Few media voices have arisen to question Trump's psychological make-up, which makes him unfit for the high office he now seeks. Such reluctance is understandable. Medical experts are unwilling to attribute mental conditions of individuals they have not personally examined.
David Brooks bravely puts forth his personality assessment of Trump in his New York Times column, entitled, Donald Trump's Sad, Lonely Life.
Brooks' lay diagnosis is simple: "Trump continues to display the symptoms of narcissistic alexithymia," a psychological category which may be studied on the internet, through such sources as this essay in Huffington Post.
Brooks writes:
"Politics is an effort to make human connection, but Trump seems incapable of that. He is essentially adviser-less, friendless. His campaign team is made up of cold mercenaries at best and Roger Ailes at worst. His party treats him as a stench it can't yet remove. ...
"Trump breaks his own world record for being appalling on a weekly basis, but as the campaign sinks to new low after new low, I find myself experiencing feelings of deep sadness and pity.
"Imagine if you had to go through a single day without sharing kind little moments with strangers and friends. Imagine if you had to endure a single week in a hate-filled world, crowded with enemies of your own making, the object of disgust and derision.
"You would be a twisted, tortured shrivel, too, and maybe you'd lash out and try to take cruel revenge on the universe. For Trump this is his whole life.
"Trump continues to display the symptoms of narcissistic alexithymia, [which is] the inability to understand or describe the emotions in the self. Unable to know themselves, sufferers are unable to understand, relate or attach to others.
"To prove their own existence, they hunger for endless attention from outside. Lacking internal measures of their own worth, they rely on external but insecure criteria like wealth, beauty, fame and others' submission."
Trump's supporters are likely to ignore such a description, but it is nevertheless, one way of understanding how this raging forest fire has been sweeping through our political life.
Trump has been a professional entertainer and a builder of massive structures. He had not been previously examined in the court of public opinion as a political leader or as the President of the United States.
Hillary Clinton, like candidates before her, is flawed. Her husband has been a burden to a wife with a single-minded vision. That same husband, however, served two successful terms in the White House, even as his own careless personal behavior embarrassed the nation.
Hillary Clinton is smart, determined and wise to the ways of politics. She demonstrated this in her leaked private meetings with donors.
In one private donor meeting, she spoke of two levels of political thought, the public and the private. She was referring to Steven Spielberg's film, Lincoln, with a subtle perspective any perceptive viewer could share.
In the film, Lincoln (Daniel Day Lewis) is seen orchestrating passage of the 13th Amendment by working with William Seward (David Strathairn), his secretary of state, and Rep. Thaddeus Stevens (Tommy Lee Jones), the most powerful abolitionist in the House.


What to work on:
Apart from the images, every record here needs to be copied exactly.

↓

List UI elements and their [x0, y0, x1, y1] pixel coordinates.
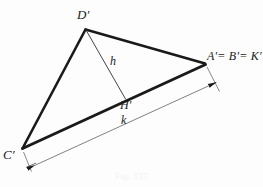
figure-drawing-canvas — [0, 0, 263, 187]
triangle-outline — [23, 30, 206, 149]
vertex-label-d-prime: D′ — [77, 8, 90, 21]
figure-caption: Fig. 137 — [0, 171, 263, 181]
witness-line-left — [24, 152, 32, 172]
vertex-label-a-b-k-prime: A′= B′= K′ — [207, 50, 262, 62]
segment-D-to-A — [86, 30, 206, 64]
segment-C-to-A-baseline — [23, 65, 206, 149]
vertex-label-c-prime: C′ — [3, 148, 15, 161]
segment-label-k: k — [121, 114, 126, 126]
vertex-label-h-prime: H′ — [120, 99, 132, 111]
witness-line-right — [207, 67, 220, 92]
segment-label-h: h — [110, 55, 116, 67]
segment-D-to-C — [23, 30, 86, 149]
geometry-figure: D′ C′ A′= B′= K′ H′ h k Fig. 137 — [0, 0, 263, 187]
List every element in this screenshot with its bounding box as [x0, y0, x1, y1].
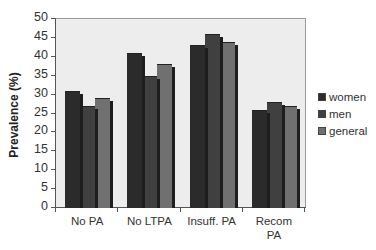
y-tick-label: 20: [20, 124, 48, 137]
y-tick-label: 40: [20, 49, 48, 62]
y-tick-label: 10: [20, 162, 48, 175]
y-tick-mark: [51, 150, 56, 151]
legend-label: women: [329, 91, 366, 103]
bar-women: [127, 53, 145, 208]
x-tick-mark: [117, 207, 118, 212]
y-tick-label: 5: [20, 181, 48, 194]
y-tick-label: 50: [20, 11, 48, 24]
legend-swatch: [318, 93, 326, 101]
y-tick-mark: [51, 188, 56, 189]
y-tick-label: 35: [20, 68, 48, 81]
plot-area: [56, 18, 306, 208]
legend-label: general: [329, 125, 367, 137]
x-tick-mark: [55, 207, 56, 212]
legend-label: men: [329, 108, 351, 120]
y-tick-label: 45: [20, 30, 48, 43]
x-tick-label: Recom PA: [238, 214, 310, 242]
legend-swatch: [318, 110, 326, 118]
y-tick-label: 30: [20, 87, 48, 100]
bar-women: [252, 110, 270, 208]
y-tick-label: 15: [20, 143, 48, 156]
bar-women: [190, 45, 208, 208]
legend-swatch: [318, 127, 326, 135]
x-tick-label: No LTPA: [113, 214, 185, 228]
x-tick-label: No PA: [51, 214, 123, 228]
y-tick-mark: [51, 56, 56, 57]
y-tick-mark: [51, 94, 56, 95]
y-tick-label: 25: [20, 106, 48, 119]
y-tick-mark: [51, 37, 56, 38]
y-tick-mark: [51, 169, 56, 170]
bar-women: [65, 91, 83, 208]
x-tick-mark: [304, 207, 305, 212]
legend-item-women: women: [318, 88, 367, 105]
legend-item-general: general: [318, 122, 367, 139]
y-tick-mark: [51, 113, 56, 114]
y-tick-mark: [51, 18, 56, 19]
legend: womenmengeneral: [318, 88, 367, 139]
x-tick-label: Insuff. PA: [176, 214, 248, 228]
legend-item-men: men: [318, 105, 367, 122]
x-tick-mark: [242, 207, 243, 212]
y-tick-mark: [51, 131, 56, 132]
x-tick-mark: [180, 207, 181, 212]
y-tick-label: 0: [20, 200, 48, 213]
y-tick-mark: [51, 75, 56, 76]
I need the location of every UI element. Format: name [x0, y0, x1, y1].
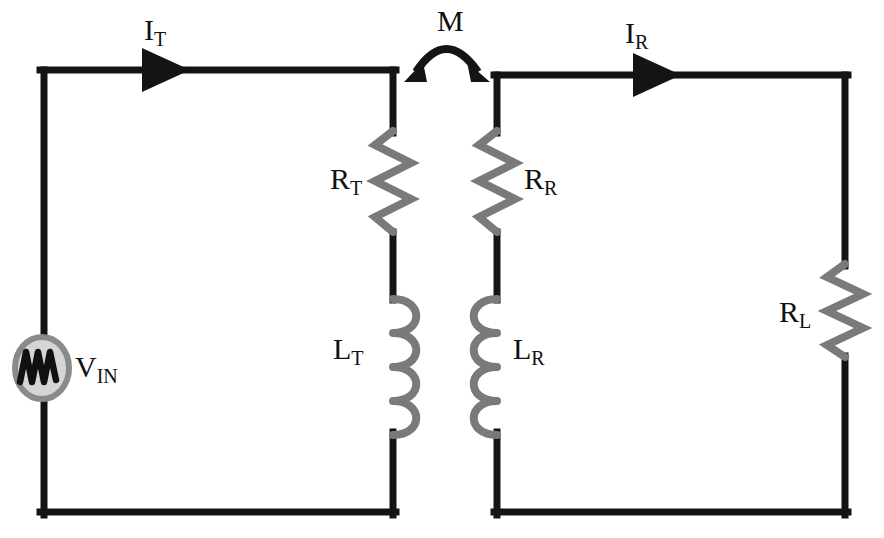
- zigzag-icon: [375, 131, 411, 232]
- triangle-right-icon: [142, 48, 190, 92]
- resistor-rr-symbol: [479, 131, 515, 232]
- circuit-diagram: IT M IR VIN RT RR LT LR RL: [0, 0, 884, 538]
- inductor-lt-symbol: [393, 299, 416, 435]
- zigzag-icon: [827, 264, 863, 357]
- resistor-rt-symbol: [375, 131, 411, 232]
- label-inductor-transmit: LT: [333, 332, 364, 369]
- label-resistor-transmit: RT: [330, 162, 362, 199]
- label-current-receive: IR: [625, 16, 649, 53]
- arrowhead-left-icon: [404, 62, 427, 82]
- inductor-lr-symbol: [474, 299, 497, 435]
- resistor-rl-symbol: [827, 264, 863, 357]
- current-arrow-ir: [633, 53, 681, 97]
- mutual-coupling-arrow: [404, 49, 490, 82]
- coil-icon: [474, 299, 497, 435]
- label-resistor-load: RL: [779, 295, 811, 332]
- label-mutual-inductance: M: [437, 4, 464, 37]
- zigzag-icon: [479, 131, 515, 232]
- ac-voltage-source: [15, 337, 69, 399]
- triangle-right-icon: [633, 53, 681, 97]
- label-resistor-receive: RR: [524, 162, 558, 199]
- label-source-voltage: VIN: [75, 350, 118, 387]
- label-inductor-receive: LR: [513, 332, 545, 369]
- circuit-svg-canvas: IT M IR VIN RT RR LT LR RL: [0, 0, 884, 538]
- transmitter-loop-wires: [40, 70, 396, 515]
- current-arrow-it: [142, 48, 190, 92]
- label-current-transmit: IT: [144, 13, 166, 50]
- coil-icon: [393, 299, 416, 435]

↑

Result of the task:
List UI elements and their [x0, y0, x1, y1] pixel coordinates.
figure-drawing-canvas — [0, 0, 263, 187]
triangle-outline — [23, 30, 206, 149]
vertex-label-d-prime: D′ — [77, 8, 90, 21]
figure-caption: Fig. 137 — [0, 171, 263, 181]
witness-line-left — [24, 152, 32, 172]
vertex-label-a-b-k-prime: A′= B′= K′ — [207, 50, 262, 62]
segment-D-to-A — [86, 30, 206, 64]
segment-C-to-A-baseline — [23, 65, 206, 149]
vertex-label-c-prime: C′ — [3, 148, 15, 161]
segment-label-k: k — [121, 114, 126, 126]
vertex-label-h-prime: H′ — [120, 99, 132, 111]
witness-line-right — [207, 67, 220, 92]
segment-label-h: h — [110, 55, 116, 67]
segment-D-to-C — [23, 30, 86, 149]
geometry-figure: D′ C′ A′= B′= K′ H′ h k Fig. 137 — [0, 0, 263, 187]
List every element in this screenshot with its bounding box as [x0, y0, x1, y1].
y-tick-label: 20: [20, 124, 48, 137]
y-tick-label: 40: [20, 49, 48, 62]
y-tick-label: 10: [20, 162, 48, 175]
y-tick-mark: [51, 150, 56, 151]
legend-label: women: [329, 91, 366, 103]
bar-women: [127, 53, 145, 208]
x-tick-mark: [117, 207, 118, 212]
y-tick-label: 5: [20, 181, 48, 194]
y-tick-label: 50: [20, 11, 48, 24]
legend-swatch: [318, 93, 326, 101]
y-tick-mark: [51, 188, 56, 189]
y-tick-label: 35: [20, 68, 48, 81]
plot-area: [56, 18, 306, 208]
legend-label: general: [329, 125, 367, 137]
x-tick-mark: [55, 207, 56, 212]
legend-label: men: [329, 108, 351, 120]
y-tick-label: 45: [20, 30, 48, 43]
x-tick-label: Recom PA: [238, 214, 310, 242]
legend-swatch: [318, 110, 326, 118]
y-tick-label: 30: [20, 87, 48, 100]
bar-women: [252, 110, 270, 208]
y-tick-label: 15: [20, 143, 48, 156]
bar-women: [190, 45, 208, 208]
legend-swatch: [318, 127, 326, 135]
x-tick-label: No LTPA: [113, 214, 185, 228]
x-tick-label: No PA: [51, 214, 123, 228]
y-tick-mark: [51, 56, 56, 57]
y-tick-mark: [51, 94, 56, 95]
y-tick-label: 25: [20, 106, 48, 119]
y-tick-mark: [51, 37, 56, 38]
y-tick-mark: [51, 169, 56, 170]
bar-women: [65, 91, 83, 208]
x-tick-mark: [304, 207, 305, 212]
legend-item-women: women: [318, 88, 367, 105]
legend-item-general: general: [318, 122, 367, 139]
y-tick-mark: [51, 113, 56, 114]
y-tick-mark: [51, 18, 56, 19]
legend: womenmengeneral: [318, 88, 367, 139]
x-tick-label: Insuff. PA: [176, 214, 248, 228]
legend-item-men: men: [318, 105, 367, 122]
x-tick-mark: [242, 207, 243, 212]
y-tick-mark: [51, 131, 56, 132]
x-tick-mark: [180, 207, 181, 212]
y-tick-label: 0: [20, 200, 48, 213]
y-tick-mark: [51, 75, 56, 76]
I need the location of every UI element. Format: name [x0, y0, x1, y1].
- zigzag-icon: [375, 131, 411, 232]
- triangle-right-icon: [142, 48, 190, 92]
- resistor-rr-symbol: [479, 131, 515, 232]
- circuit-diagram: IT M IR VIN RT RR LT LR RL: [0, 0, 884, 538]
- inductor-lt-symbol: [393, 299, 416, 435]
- zigzag-icon: [827, 264, 863, 357]
- resistor-rt-symbol: [375, 131, 411, 232]
- label-inductor-transmit: LT: [333, 332, 364, 369]
- label-resistor-transmit: RT: [330, 162, 362, 199]
- label-current-receive: IR: [625, 16, 649, 53]
- arrowhead-left-icon: [404, 62, 427, 82]
- inductor-lr-symbol: [474, 299, 497, 435]
- resistor-rl-symbol: [827, 264, 863, 357]
- current-arrow-ir: [633, 53, 681, 97]
- mutual-coupling-arrow: [404, 49, 490, 82]
- coil-icon: [474, 299, 497, 435]
- label-resistor-load: RL: [779, 295, 811, 332]
- label-mutual-inductance: M: [437, 4, 464, 37]
- zigzag-icon: [479, 131, 515, 232]
- ac-voltage-source: [15, 337, 69, 399]
- triangle-right-icon: [633, 53, 681, 97]
- label-resistor-receive: RR: [524, 162, 558, 199]
- label-source-voltage: VIN: [75, 350, 118, 387]
- label-inductor-receive: LR: [513, 332, 545, 369]
- circuit-svg-canvas: IT M IR VIN RT RR LT LR RL: [0, 0, 884, 538]
- transmitter-loop-wires: [40, 70, 396, 515]
- current-arrow-it: [142, 48, 190, 92]
- label-current-transmit: IT: [144, 13, 166, 50]
- coil-icon: [393, 299, 416, 435]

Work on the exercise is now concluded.